As decades of developers passed through Boulder City, its residents stayed firm against legalized gambling.

The closest call was in the 1980s, less than a decade after developer and then-city resident Mario Caruso bought the Travelers Mohave Motel, demolished it, and rebuilt the three-story Boulder Inn.

Caruso had the top floor of his hotel wired and ready for gaming machines, according to McBride and former Boulder City mayor Bob Ferraro. He sent flyers out to the entire community, letting them know of his intentions to finally bring gaming to the city.

When Caruso’s idea was presented before the city council, the population’s response was unanimous, and it wasn’t in the developer’s favor.

The former mayor called it one of the most attended city council meetings the city has ever seen. “Quite a few” people spoke during the council’s open public comment, Ferraro said, all in opposition.

“People were unanimously concerned and it worked to unite them,” Ferraro said. “It was so crowded that we had people waiting on the front steps of the City Hall building.”

The verdict set a precedent for Boulder City and solidified its stance as gambling free, the former mayor said.
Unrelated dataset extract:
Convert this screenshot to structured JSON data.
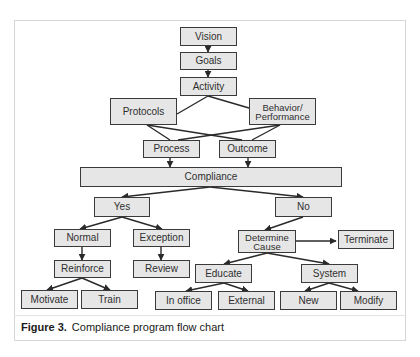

Since then, no serious proposals for legalized gambling have come before the city council.

Looking forward, neither Ferraro nor McBride saw reason for that to change.

“I can’t think that gambling would ever, ever, ever be made legal in Boulder City,” McBride said.

“No way,” Ferraro said. “No chance. At least not anytime soon.”

But though Boulder City residents might think they’re the only town in the entire state of Nevada without gambling, the claim isn’t true, McBride said.

Panaca, an unincorporated community of about 1,000 residents in Lincoln County, also outlaws gambling, the historian said.